During festivals like Holi and Diwali, before schools closed for a break, students would carry water balloons, colours, and small crackers to celebrate after classes. Teachers would check our bags and pockets for where we could have hidden them. When girl students were found with these, their comments were “Why are you carrying these even though you are a girl?” and “Girls shouldn’t behave this way, it is expected from boys” and would end in our ID cards or books being confiscated. This, I realise now, was also a way of taking away our time. Time in which we could have imagined and dreamt differently as young girls. 

From schools to homes. Young boys start treating their sisters through the same frameworks of disrespect and control. They cultivate a sense of entitlement, feel the need to be apologised to for imagined hurts or unconsidered opinions, or if their female friendships don’t live up to their expectations. These expectations stem from a distinct patriarchal Brahminical upbringing, where there is a need to be served, where men don’t enter the kitchen and elders are to be respected no matter what. 

I know of ‘liberal’ homes where subtle distinctions exist in the way a son and daughter are raised. And daughters are told that it is for their safety. These distinctions are both microcosms of the world outside and reinforce the sexism in public spaces. In my home, we were always given a framework to be within which had little room for mistakes but had the fear of failure. I often struggle to put things together effectively, to make frameworks of my own without feeling the guilt of betrayal.

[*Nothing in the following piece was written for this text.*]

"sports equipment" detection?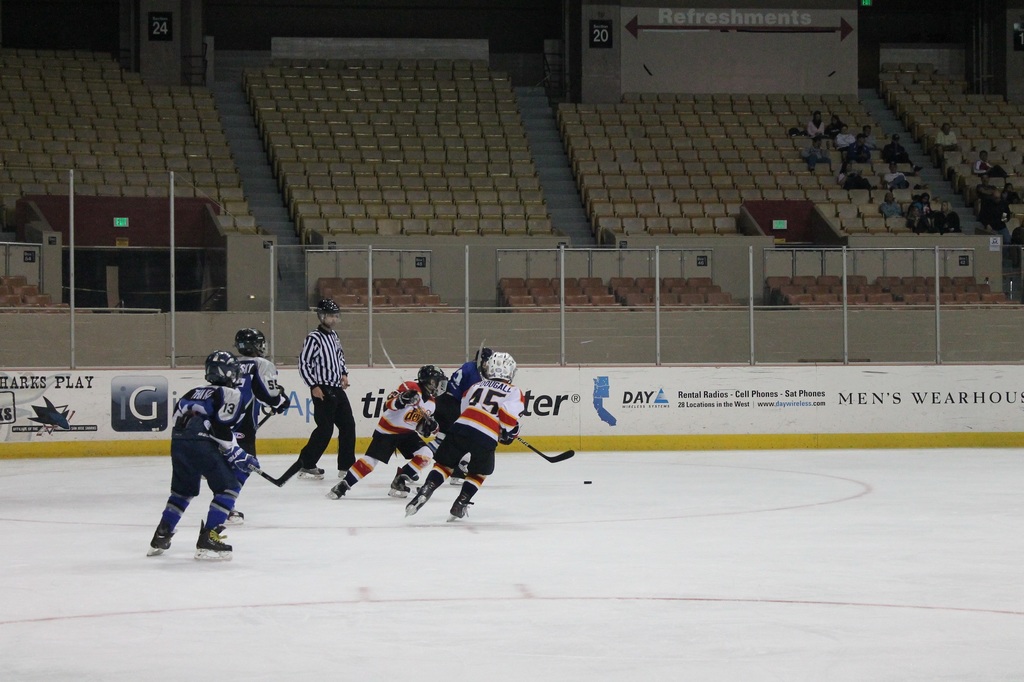
<box>388,465,413,498</box>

If sexual violence, or something ‘untoward’, were to happen to me, I might feel as if I was ignorant or careless about being in the public. I would then carry guilt besides the shame and fear of being scrutinised and attacked as a woman. How do I occupy my own space, how do I claim my space in the world not made by women, for women? 

 

Nikeita Saraf a Thane-based architect, illustrator and urban practitioner, is now with Question of Cities. Through her academic years at School of Environment and Architecture, she tried to explore, in various forms, the web of relationships which create space and form the essence of storytelling. Her interests in storytelling and narrative mapping stem from the need to understand people and the methods with which they map the world. Through her everyday practice of illustrating and archiving she intends to explore this further.